Tuesday, October 16, 2007

Meeting "The Don"



After a very long Sunday (morning service, pot luck luncheon, check in with the leaders of our campus ministry, PFLAG forum, campus ministry forum--WHEW!), you may imagine that I might be looking forward to my Monday morning "sleep in" until 9 a.m. or so. But opportunity knocked in another direction, and I rose early to take part in a conversation between the steering committee of Flint Area Congregations Together (FACT) and Flint Mayor Don Williamson.

I was happy to walk through the door to the Mayor's Office and see June Urdy's smiling face. June is a member of the Unitarian Universalist Church of Flint, a leader of our Worship Committee and a Board member. June and her husband Steven live downtown in the Cul-de-Sac neighborhood just west of the Cultural Center. June has been working in the Mayor's Office in an appointed position for as long as I can remember, and it was June who asked Patsy Lou Williamson to lend my parents a car for a week when they came to Flint to witness my Installation as Minister of the Flint UU congregation. (My parents and aunts Peachy and Betty loved the SUV.)

The meeting itself was relatively low-key. We wanted to introduce our fledgling organization to the Mayor) and tomorrow to his opponent in the upcoming election) and ask him where he felt he was leading the city. (A speculative question was "What would you like your legacy to be?" but I'm not sure that we asked the question that clearly.)

It was interesting to listen to this man. He wanted to make a connection with us, I think, as he began his remarks by talking about himself as a person who grew up in the church. He didn't describe his faith, but his experience and formation. I liked that. It was clear in his presentation that he knows "how to go to church." Indeed, just about every Sunday he goes to church, and often not his own congregation but one of the larger Black churches in the city. He arrives a half hour early, he told us, and he stays through the whole service. This was one of the few instances I remember in our meeting where he seemed to be a "politician."

The rest of his self-presentation was as a manager. He can tell you how many miles of streets have been paved, and how long our sidewalks are, He could talk in general but specific terms about the deficit he inherited and the balanced budget we now have. He could spew out the numbers of contracts he cancelled to be able to give more work to city agencies and city workers. And he talked about the higher morale among city employees,

He was quickly brought outside his comfort zone when we asked about a couple of issues. Rev. Sims of Quinn Capel AME asked a question about health care, the Mayor paused for a moment and then seaid that he had something to unveil, very soon, but that he hoped we would understand that he wanted to reveal his plan in his own time. A little mysterious, I guess. but not outside my exoerience with other mayors.

I aksed hime to speak about the Flint Public Schools, and it was here that it felt to me that "the manager" was most activatyed. While I know from colleagues that the Mayor is very frustrated by the state of the schools, because we have an independently elected School Board wiht its own funding, the Mayor has no formal role, even as the state of the schools is a crucial element in the revitalization of our city. But the Mayor, as manager, was able to set the questions aside because it isn't in a "department" that is under his supervision.

That was telling to me. It is not that the Mayor has no vision for the city; rather, I think, his area of strength is to manage problems, maybe even to micro-manage problems, and to come up with practical solutions that get the streets paved, limit the number of garages needed to maintain a fleet of city cars and trucks, standardize some procedures so that there is greater efficiency, etc. And he can complain that there simply isn't the revenue through taxation to get all the work done that needs to be accomplished.

It was a great change for me not to have a Mayor breaking out into a tirade at me (loke the Mayor of Boston used to do during the Janitors strike in 2005). The grandfatherly figure trying to do his best . . . left me feeling "warm and fuzzy."

My hope, of course, is that this experience of being in the public with one another will allow FACT as an organization to mature in our relationships and to focus in our work together. Mayors come and go, but the organization we hope to build ought to remain.

Cool this morning, and grey. My back is killing me, but I am awake!

Good morning,

1 comment:

Anonymous said...

Warm and fuzzy he is. It is what is under the fuzz that matters! He knows how to go right from church to prison. Mayor Williamson is not stupid. He is crafty, arrogant, and gets angry ... if you ask him a question that pushes him too far out of his comfort zone. Usually he just walks out. He is so grandfatherly, he has fallen asleep many times when I have sat next to him at meetings. I think he needs a rest. He ought to retire!!!!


- [What you are asked to do] All of the data should be reproduced word for word, though its pictures must be omitted.

[Dataset items]
________

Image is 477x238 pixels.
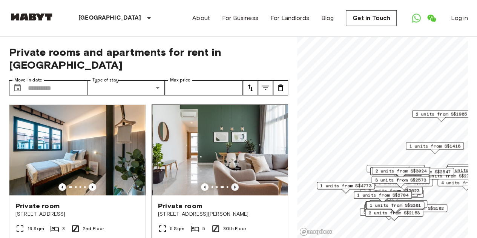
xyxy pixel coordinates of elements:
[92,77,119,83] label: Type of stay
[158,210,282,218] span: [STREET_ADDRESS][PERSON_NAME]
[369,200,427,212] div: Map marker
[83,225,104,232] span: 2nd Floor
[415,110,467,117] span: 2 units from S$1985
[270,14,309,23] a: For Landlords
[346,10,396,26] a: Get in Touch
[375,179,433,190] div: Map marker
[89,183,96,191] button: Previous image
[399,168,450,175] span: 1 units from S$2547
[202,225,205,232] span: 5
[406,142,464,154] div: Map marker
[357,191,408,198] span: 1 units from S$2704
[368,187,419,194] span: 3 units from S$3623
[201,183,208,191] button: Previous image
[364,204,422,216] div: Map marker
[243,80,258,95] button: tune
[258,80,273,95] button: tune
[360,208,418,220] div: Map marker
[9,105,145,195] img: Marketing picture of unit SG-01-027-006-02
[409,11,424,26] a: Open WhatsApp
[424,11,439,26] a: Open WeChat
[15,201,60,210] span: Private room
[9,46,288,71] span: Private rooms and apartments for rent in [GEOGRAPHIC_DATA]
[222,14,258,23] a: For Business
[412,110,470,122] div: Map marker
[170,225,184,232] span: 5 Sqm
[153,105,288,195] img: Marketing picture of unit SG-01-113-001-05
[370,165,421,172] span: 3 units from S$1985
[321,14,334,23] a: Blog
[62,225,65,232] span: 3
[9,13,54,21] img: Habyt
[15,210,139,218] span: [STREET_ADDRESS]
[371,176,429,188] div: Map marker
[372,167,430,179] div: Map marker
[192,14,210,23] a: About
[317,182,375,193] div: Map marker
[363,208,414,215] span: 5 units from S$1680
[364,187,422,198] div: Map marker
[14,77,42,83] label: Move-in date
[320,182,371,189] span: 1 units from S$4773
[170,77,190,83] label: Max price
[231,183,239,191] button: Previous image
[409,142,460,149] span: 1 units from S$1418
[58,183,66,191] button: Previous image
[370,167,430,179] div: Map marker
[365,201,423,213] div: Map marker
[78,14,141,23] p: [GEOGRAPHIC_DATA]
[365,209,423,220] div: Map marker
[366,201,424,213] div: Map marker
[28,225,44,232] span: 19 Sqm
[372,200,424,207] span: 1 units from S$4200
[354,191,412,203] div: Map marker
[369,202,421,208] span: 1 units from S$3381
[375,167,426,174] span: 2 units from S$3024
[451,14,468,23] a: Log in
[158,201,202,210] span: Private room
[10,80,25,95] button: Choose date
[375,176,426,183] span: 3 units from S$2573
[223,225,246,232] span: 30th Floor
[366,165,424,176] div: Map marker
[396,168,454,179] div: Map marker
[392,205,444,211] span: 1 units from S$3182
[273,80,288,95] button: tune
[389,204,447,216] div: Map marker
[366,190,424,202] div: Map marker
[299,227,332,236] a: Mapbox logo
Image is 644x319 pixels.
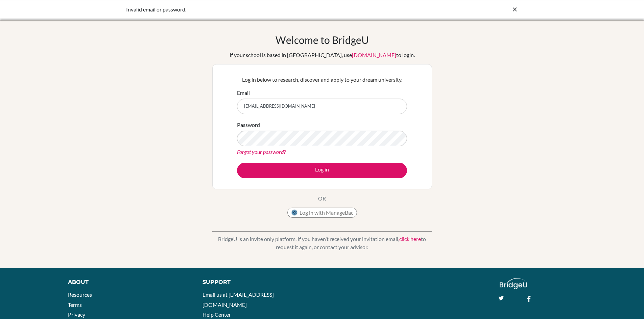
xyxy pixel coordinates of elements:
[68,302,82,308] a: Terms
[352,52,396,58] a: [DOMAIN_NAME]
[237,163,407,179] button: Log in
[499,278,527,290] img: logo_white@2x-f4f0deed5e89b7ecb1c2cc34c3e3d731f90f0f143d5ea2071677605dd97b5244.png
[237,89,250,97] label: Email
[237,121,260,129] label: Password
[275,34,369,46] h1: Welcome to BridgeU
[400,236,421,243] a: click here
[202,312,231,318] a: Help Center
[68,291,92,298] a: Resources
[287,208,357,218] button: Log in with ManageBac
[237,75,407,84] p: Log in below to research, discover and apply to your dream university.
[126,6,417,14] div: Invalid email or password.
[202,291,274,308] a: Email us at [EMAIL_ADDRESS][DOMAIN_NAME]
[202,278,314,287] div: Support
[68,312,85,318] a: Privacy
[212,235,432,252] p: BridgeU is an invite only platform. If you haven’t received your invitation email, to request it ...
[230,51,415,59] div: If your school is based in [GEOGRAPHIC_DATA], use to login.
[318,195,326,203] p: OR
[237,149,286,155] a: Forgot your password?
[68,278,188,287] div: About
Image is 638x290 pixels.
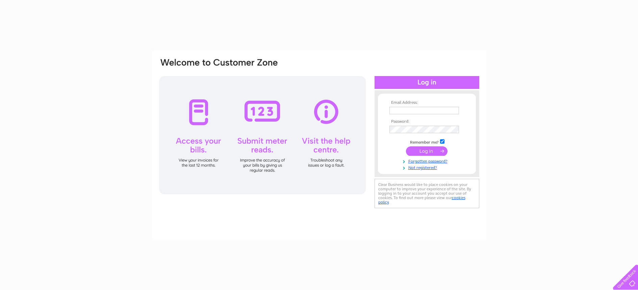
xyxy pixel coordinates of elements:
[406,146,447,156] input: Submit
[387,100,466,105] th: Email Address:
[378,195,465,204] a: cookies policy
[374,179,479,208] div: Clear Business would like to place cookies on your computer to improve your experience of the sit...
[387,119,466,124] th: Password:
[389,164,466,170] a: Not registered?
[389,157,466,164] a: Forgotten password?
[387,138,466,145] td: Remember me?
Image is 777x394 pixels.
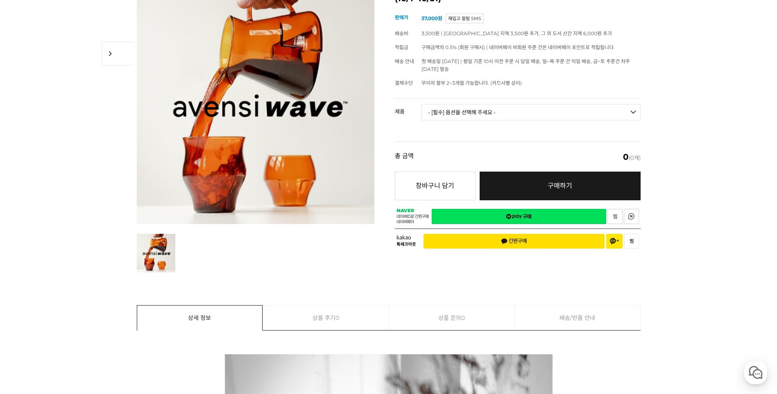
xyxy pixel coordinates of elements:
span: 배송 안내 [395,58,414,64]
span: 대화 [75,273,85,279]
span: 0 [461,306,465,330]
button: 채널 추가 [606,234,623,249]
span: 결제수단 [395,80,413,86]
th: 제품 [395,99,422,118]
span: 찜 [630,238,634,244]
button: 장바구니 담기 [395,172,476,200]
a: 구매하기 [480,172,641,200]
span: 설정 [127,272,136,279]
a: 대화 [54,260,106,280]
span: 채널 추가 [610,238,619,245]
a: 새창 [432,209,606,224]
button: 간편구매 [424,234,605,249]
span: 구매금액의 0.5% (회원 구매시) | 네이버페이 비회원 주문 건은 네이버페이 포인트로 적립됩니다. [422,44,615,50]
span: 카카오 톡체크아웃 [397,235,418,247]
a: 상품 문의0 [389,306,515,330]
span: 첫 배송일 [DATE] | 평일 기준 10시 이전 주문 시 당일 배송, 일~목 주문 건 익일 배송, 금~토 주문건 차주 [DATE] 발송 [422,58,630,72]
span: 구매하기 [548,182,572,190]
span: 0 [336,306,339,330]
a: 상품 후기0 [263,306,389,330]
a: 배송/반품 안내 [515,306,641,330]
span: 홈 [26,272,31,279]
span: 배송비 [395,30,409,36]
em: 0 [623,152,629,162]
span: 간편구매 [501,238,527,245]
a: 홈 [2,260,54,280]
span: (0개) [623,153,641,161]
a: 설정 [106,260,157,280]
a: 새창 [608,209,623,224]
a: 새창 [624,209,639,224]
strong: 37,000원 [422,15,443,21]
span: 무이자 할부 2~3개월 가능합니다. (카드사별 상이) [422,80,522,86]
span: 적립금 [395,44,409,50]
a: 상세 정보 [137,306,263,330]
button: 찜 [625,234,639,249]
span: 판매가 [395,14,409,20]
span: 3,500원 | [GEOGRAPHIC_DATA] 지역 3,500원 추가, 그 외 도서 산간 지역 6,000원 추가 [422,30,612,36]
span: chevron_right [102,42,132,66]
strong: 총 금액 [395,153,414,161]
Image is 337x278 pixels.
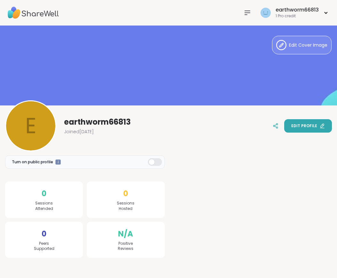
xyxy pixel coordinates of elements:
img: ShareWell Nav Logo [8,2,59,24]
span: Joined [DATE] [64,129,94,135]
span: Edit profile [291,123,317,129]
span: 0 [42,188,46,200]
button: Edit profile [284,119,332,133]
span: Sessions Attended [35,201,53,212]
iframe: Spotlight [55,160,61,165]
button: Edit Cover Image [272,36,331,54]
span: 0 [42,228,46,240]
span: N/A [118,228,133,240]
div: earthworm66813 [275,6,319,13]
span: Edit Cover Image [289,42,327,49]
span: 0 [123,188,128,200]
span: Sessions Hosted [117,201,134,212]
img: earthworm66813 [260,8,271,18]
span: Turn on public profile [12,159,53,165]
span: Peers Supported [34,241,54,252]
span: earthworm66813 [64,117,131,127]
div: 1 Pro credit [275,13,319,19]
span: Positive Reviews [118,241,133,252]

________

- [Response area]
Image is 477x238 pixels.
xyxy pixel coordinates of elements:
[92,77,119,83] label: Type of stay
[158,210,282,218] span: [STREET_ADDRESS][PERSON_NAME]
[369,200,427,212] div: Map marker
[83,225,104,232] span: 2nd Floor
[415,110,467,117] span: 2 units from S$1985
[270,14,309,23] a: For Landlords
[346,10,396,26] a: Get in Touch
[375,179,433,190] div: Map marker
[89,183,96,191] button: Previous image
[399,168,450,175] span: 1 units from S$2547
[202,225,205,232] span: 5
[406,142,464,154] div: Map marker
[357,191,408,198] span: 1 units from S$2704
[368,187,419,194] span: 3 units from S$3623
[201,183,208,191] button: Previous image
[364,204,422,216] div: Map marker
[243,80,258,95] button: tune
[258,80,273,95] button: tune
[360,208,418,220] div: Map marker
[9,105,145,195] img: Marketing picture of unit SG-01-027-006-02
[409,11,424,26] a: Open WhatsApp
[424,11,439,26] a: Open WeChat
[15,201,60,210] span: Private room
[9,46,288,71] span: Private rooms and apartments for rent in [GEOGRAPHIC_DATA]
[222,14,258,23] a: For Business
[412,110,470,122] div: Map marker
[170,225,184,232] span: 5 Sqm
[153,105,288,195] img: Marketing picture of unit SG-01-113-001-05
[370,165,421,172] span: 3 units from S$1985
[321,14,334,23] a: Blog
[62,225,65,232] span: 3
[9,13,54,21] img: Habyt
[15,210,139,218] span: [STREET_ADDRESS]
[371,176,429,188] div: Map marker
[372,167,430,179] div: Map marker
[192,14,210,23] a: About
[317,182,375,193] div: Map marker
[363,208,414,215] span: 5 units from S$1680
[364,187,422,198] div: Map marker
[14,77,42,83] label: Move-in date
[320,182,371,189] span: 1 units from S$4773
[170,77,190,83] label: Max price
[231,183,239,191] button: Previous image
[409,142,460,149] span: 1 units from S$1418
[58,183,66,191] button: Previous image
[370,167,430,179] div: Map marker
[365,201,423,213] div: Map marker
[78,14,141,23] p: [GEOGRAPHIC_DATA]
[365,209,423,220] div: Map marker
[366,201,424,213] div: Map marker
[28,225,44,232] span: 19 Sqm
[372,200,424,207] span: 1 units from S$4200
[354,191,412,203] div: Map marker
[369,202,421,208] span: 1 units from S$3381
[375,167,426,174] span: 2 units from S$3024
[451,14,468,23] a: Log in
[158,201,202,210] span: Private room
[10,80,25,95] button: Choose date
[375,176,426,183] span: 3 units from S$2573
[223,225,246,232] span: 30th Floor
[366,165,424,176] div: Map marker
[396,168,454,179] div: Map marker
[392,205,444,211] span: 1 units from S$3182
[273,80,288,95] button: tune
[389,204,447,216] div: Map marker
[366,190,424,202] div: Map marker
[299,227,332,236] a: Mapbox logo
Image is 644x319 pixels.
xyxy pixel coordinates of elements:
[68,302,82,308] a: Terms
[352,52,396,58] a: [DOMAIN_NAME]
[237,163,407,179] button: Log in
[499,278,527,290] img: logo_white@2x-f4f0deed5e89b7ecb1c2cc34c3e3d731f90f0f143d5ea2071677605dd97b5244.png
[237,89,250,97] label: Email
[237,121,260,129] label: Password
[275,34,369,46] h1: Welcome to BridgeU
[400,236,421,243] a: click here
[202,312,231,318] a: Help Center
[68,291,92,298] a: Resources
[287,208,357,218] button: Log in with ManageBac
[237,75,407,84] p: Log in below to research, discover and apply to your dream university.
[126,6,417,14] div: Invalid email or password.
[202,291,274,308] a: Email us at [EMAIL_ADDRESS][DOMAIN_NAME]
[202,278,314,287] div: Support
[68,312,85,318] a: Privacy
[212,235,432,252] p: BridgeU is an invite only platform. If you haven’t received your invitation email, to request it ...
[230,51,415,59] div: If your school is based in [GEOGRAPHIC_DATA], use to login.
[318,195,326,203] p: OR
[237,149,286,155] a: Forgot your password?
[68,278,188,287] div: About
Image is 638x290 pixels.
xyxy pixel coordinates of elements:
[406,146,447,156] input: Submit
[387,100,466,105] th: Email Address:
[378,195,465,204] a: cookies policy
[374,179,479,208] div: Clear Business would like to place cookies on your computer to improve your experience of the sit...
[387,119,466,124] th: Password:
[389,164,466,170] a: Not registered?
[389,157,466,164] a: Forgotten password?
[387,138,466,145] td: Remember me?
Image is 777x394 pixels.
xyxy pixel coordinates of elements:
span: 배송 안내 [395,58,414,64]
span: 대화 [75,273,85,279]
span: 0 [461,306,465,330]
button: 채널 추가 [606,234,623,249]
span: 결제수단 [395,80,413,86]
th: 제품 [395,99,422,118]
span: 찜 [630,238,634,244]
button: 장바구니 담기 [395,172,476,200]
a: 구매하기 [480,172,641,200]
span: 설정 [127,272,136,279]
a: 대화 [54,260,106,280]
span: 채널 추가 [610,238,619,245]
a: 새창 [432,209,606,224]
button: 간편구매 [424,234,605,249]
span: 구매금액의 0.5% (회원 구매시) | 네이버페이 비회원 주문 건은 네이버페이 포인트로 적립됩니다. [422,44,615,50]
span: 카카오 톡체크아웃 [397,235,418,247]
a: 상품 문의0 [389,306,515,330]
span: 첫 배송일 [DATE] | 평일 기준 10시 이전 주문 시 당일 배송, 일~목 주문 건 익일 배송, 금~토 주문건 차주 [DATE] 발송 [422,58,630,72]
span: 구매하기 [548,182,572,190]
span: 0 [336,306,339,330]
a: 상품 후기0 [263,306,389,330]
a: 배송/반품 안내 [515,306,641,330]
span: 홈 [26,272,31,279]
span: 배송비 [395,30,409,36]
em: 0 [623,152,629,162]
span: 간편구매 [501,238,527,245]
a: 홈 [2,260,54,280]
span: (0개) [623,153,641,161]
a: 설정 [106,260,157,280]
a: 새창 [608,209,623,224]
a: 새창 [624,209,639,224]
strong: 37,000원 [422,15,443,21]
span: 무이자 할부 2~3개월 가능합니다. (카드사별 상이) [422,80,522,86]
span: 적립금 [395,44,409,50]
a: 상세 정보 [137,306,263,330]
button: 찜 [625,234,639,249]
span: 판매가 [395,14,409,20]
span: 3,500원 | [GEOGRAPHIC_DATA] 지역 3,500원 추가, 그 외 도서 산간 지역 6,000원 추가 [422,30,612,36]
span: chevron_right [102,42,132,66]
strong: 총 금액 [395,153,414,161]
Image is 337x278 pixels.
xyxy pixel coordinates of elements:
img: ShareWell Nav Logo [8,2,59,24]
span: Joined [DATE] [64,129,94,135]
span: Edit profile [291,123,317,129]
span: 0 [42,188,46,200]
button: Edit profile [284,119,332,133]
span: Sessions Attended [35,201,53,212]
iframe: Spotlight [55,160,61,165]
button: Edit Cover Image [272,36,331,54]
span: 0 [42,228,46,240]
span: N/A [118,228,133,240]
div: earthworm66813 [275,6,319,13]
span: Edit Cover Image [289,42,327,49]
span: 0 [123,188,128,200]
span: Sessions Hosted [117,201,134,212]
img: earthworm66813 [260,8,271,18]
span: Turn on public profile [12,159,53,165]
span: Peers Supported [34,241,54,252]
span: earthworm66813 [64,117,131,127]
div: 1 Pro credit [275,13,319,19]
span: Positive Reviews [118,241,133,252]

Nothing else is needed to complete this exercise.